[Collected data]
•••••

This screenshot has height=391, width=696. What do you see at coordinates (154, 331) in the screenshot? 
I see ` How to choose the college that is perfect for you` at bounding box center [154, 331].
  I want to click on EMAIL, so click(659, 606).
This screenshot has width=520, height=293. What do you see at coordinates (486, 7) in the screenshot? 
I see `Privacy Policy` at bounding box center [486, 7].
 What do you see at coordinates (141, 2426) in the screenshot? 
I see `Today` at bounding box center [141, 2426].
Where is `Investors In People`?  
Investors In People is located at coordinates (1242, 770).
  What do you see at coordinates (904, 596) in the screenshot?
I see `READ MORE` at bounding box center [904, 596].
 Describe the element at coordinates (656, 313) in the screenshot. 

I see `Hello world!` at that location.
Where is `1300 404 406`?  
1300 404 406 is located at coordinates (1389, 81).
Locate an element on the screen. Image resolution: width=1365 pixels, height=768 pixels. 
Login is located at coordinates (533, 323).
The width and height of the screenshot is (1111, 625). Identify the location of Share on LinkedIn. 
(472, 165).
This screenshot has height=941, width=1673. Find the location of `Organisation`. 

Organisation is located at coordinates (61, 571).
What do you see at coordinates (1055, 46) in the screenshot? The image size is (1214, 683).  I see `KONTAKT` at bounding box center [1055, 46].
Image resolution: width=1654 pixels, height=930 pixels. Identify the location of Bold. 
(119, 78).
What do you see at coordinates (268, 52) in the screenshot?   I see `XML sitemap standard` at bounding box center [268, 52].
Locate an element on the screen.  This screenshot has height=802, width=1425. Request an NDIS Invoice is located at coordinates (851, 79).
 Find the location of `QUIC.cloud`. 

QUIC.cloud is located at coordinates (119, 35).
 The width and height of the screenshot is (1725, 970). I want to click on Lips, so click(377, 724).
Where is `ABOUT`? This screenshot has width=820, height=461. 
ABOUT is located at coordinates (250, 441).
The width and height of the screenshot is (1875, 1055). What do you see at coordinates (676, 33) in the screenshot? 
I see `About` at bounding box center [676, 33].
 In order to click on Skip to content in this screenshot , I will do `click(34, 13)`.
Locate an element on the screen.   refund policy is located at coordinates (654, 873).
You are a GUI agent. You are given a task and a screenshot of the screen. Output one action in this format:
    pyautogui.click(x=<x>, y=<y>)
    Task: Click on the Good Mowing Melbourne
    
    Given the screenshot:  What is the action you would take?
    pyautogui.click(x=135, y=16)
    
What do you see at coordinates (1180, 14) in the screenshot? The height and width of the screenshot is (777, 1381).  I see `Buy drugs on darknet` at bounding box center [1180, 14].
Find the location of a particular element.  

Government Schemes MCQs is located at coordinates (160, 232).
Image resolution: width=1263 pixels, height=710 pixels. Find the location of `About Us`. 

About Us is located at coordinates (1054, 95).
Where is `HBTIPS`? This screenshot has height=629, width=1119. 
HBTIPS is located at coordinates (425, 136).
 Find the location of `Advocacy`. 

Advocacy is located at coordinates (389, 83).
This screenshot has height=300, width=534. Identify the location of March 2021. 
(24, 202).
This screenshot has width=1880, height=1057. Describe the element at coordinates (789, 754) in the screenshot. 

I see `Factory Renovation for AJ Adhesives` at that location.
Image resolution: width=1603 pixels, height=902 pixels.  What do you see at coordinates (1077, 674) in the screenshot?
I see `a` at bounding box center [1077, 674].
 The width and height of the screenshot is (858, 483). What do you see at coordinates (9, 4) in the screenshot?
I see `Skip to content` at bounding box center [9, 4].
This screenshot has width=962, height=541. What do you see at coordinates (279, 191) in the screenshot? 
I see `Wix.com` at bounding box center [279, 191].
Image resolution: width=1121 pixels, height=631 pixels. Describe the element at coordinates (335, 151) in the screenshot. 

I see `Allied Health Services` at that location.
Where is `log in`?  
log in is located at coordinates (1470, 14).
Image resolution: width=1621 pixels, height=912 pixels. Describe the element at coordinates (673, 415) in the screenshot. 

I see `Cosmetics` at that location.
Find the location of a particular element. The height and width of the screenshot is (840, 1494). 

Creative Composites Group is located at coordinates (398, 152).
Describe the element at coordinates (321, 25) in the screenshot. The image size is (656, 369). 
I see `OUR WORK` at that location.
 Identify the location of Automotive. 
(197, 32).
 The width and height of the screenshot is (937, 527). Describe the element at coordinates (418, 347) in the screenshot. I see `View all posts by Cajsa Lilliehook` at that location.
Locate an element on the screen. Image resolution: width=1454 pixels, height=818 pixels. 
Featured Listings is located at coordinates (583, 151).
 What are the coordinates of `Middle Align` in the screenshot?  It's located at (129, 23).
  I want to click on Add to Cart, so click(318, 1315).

•••••

# [Your task]
Please write out all the data above, exactly as it reads.

# [Answer box]
This screenshot has height=391, width=696. What do you see at coordinates (154, 331) in the screenshot? 
I see ` How to choose the college that is perfect for you` at bounding box center [154, 331].
  I want to click on EMAIL, so click(659, 606).
This screenshot has width=520, height=293. What do you see at coordinates (486, 7) in the screenshot? 
I see `Privacy Policy` at bounding box center [486, 7].
 What do you see at coordinates (141, 2426) in the screenshot? 
I see `Today` at bounding box center [141, 2426].
Where is `Investors In People`?  
Investors In People is located at coordinates (1242, 770).
  What do you see at coordinates (904, 596) in the screenshot?
I see `READ MORE` at bounding box center [904, 596].
 Describe the element at coordinates (656, 313) in the screenshot. 

I see `Hello world!` at that location.
Where is `1300 404 406`?  
1300 404 406 is located at coordinates (1389, 81).
Locate an element on the screen. Image resolution: width=1365 pixels, height=768 pixels. 
Login is located at coordinates (533, 323).
The width and height of the screenshot is (1111, 625). Identify the location of Share on LinkedIn. 
(472, 165).
This screenshot has height=941, width=1673. Find the location of `Organisation`. 

Organisation is located at coordinates (61, 571).
What do you see at coordinates (1055, 46) in the screenshot? The image size is (1214, 683).  I see `KONTAKT` at bounding box center [1055, 46].
Image resolution: width=1654 pixels, height=930 pixels. Identify the location of Bold. 
(119, 78).
What do you see at coordinates (268, 52) in the screenshot?   I see `XML sitemap standard` at bounding box center [268, 52].
Locate an element on the screen.  This screenshot has height=802, width=1425. Request an NDIS Invoice is located at coordinates (851, 79).
 Find the location of `QUIC.cloud`. 

QUIC.cloud is located at coordinates (119, 35).
 The width and height of the screenshot is (1725, 970). I want to click on Lips, so click(377, 724).
Where is `ABOUT`? This screenshot has width=820, height=461. 
ABOUT is located at coordinates (250, 441).
The width and height of the screenshot is (1875, 1055). What do you see at coordinates (676, 33) in the screenshot? 
I see `About` at bounding box center [676, 33].
 In order to click on Skip to content in this screenshot , I will do `click(34, 13)`.
Locate an element on the screen.   refund policy is located at coordinates (654, 873).
You are a GUI agent. You are given a task and a screenshot of the screen. Output one action in this format:
    pyautogui.click(x=<x>, y=<y>)
    Task: Click on the Good Mowing Melbourne
    
    Given the screenshot:  What is the action you would take?
    pyautogui.click(x=135, y=16)
    
What do you see at coordinates (1180, 14) in the screenshot? The height and width of the screenshot is (777, 1381).  I see `Buy drugs on darknet` at bounding box center [1180, 14].
Find the location of a particular element.  

Government Schemes MCQs is located at coordinates (160, 232).
Image resolution: width=1263 pixels, height=710 pixels. Find the location of `About Us`. 

About Us is located at coordinates (1054, 95).
Where is `HBTIPS`? This screenshot has height=629, width=1119. 
HBTIPS is located at coordinates (425, 136).
 Find the location of `Advocacy`. 

Advocacy is located at coordinates (389, 83).
This screenshot has height=300, width=534. Identify the location of March 2021. 
(24, 202).
This screenshot has width=1880, height=1057. Describe the element at coordinates (789, 754) in the screenshot. 

I see `Factory Renovation for AJ Adhesives` at that location.
Image resolution: width=1603 pixels, height=902 pixels.  What do you see at coordinates (1077, 674) in the screenshot?
I see `a` at bounding box center [1077, 674].
 The width and height of the screenshot is (858, 483). What do you see at coordinates (9, 4) in the screenshot?
I see `Skip to content` at bounding box center [9, 4].
This screenshot has width=962, height=541. What do you see at coordinates (279, 191) in the screenshot? 
I see `Wix.com` at bounding box center [279, 191].
Image resolution: width=1121 pixels, height=631 pixels. Describe the element at coordinates (335, 151) in the screenshot. 

I see `Allied Health Services` at that location.
Where is `log in`?  
log in is located at coordinates (1470, 14).
Image resolution: width=1621 pixels, height=912 pixels. Describe the element at coordinates (673, 415) in the screenshot. 

I see `Cosmetics` at that location.
Find the location of a particular element. The height and width of the screenshot is (840, 1494). 

Creative Composites Group is located at coordinates (398, 152).
Describe the element at coordinates (321, 25) in the screenshot. The image size is (656, 369). 
I see `OUR WORK` at that location.
 Identify the location of Automotive. 
(197, 32).
 The width and height of the screenshot is (937, 527). Describe the element at coordinates (418, 347) in the screenshot. I see `View all posts by Cajsa Lilliehook` at that location.
Locate an element on the screen. Image resolution: width=1454 pixels, height=818 pixels. 
Featured Listings is located at coordinates (583, 151).
 What are the coordinates of `Middle Align` in the screenshot?  It's located at (129, 23).
  I want to click on Add to Cart, so click(318, 1315).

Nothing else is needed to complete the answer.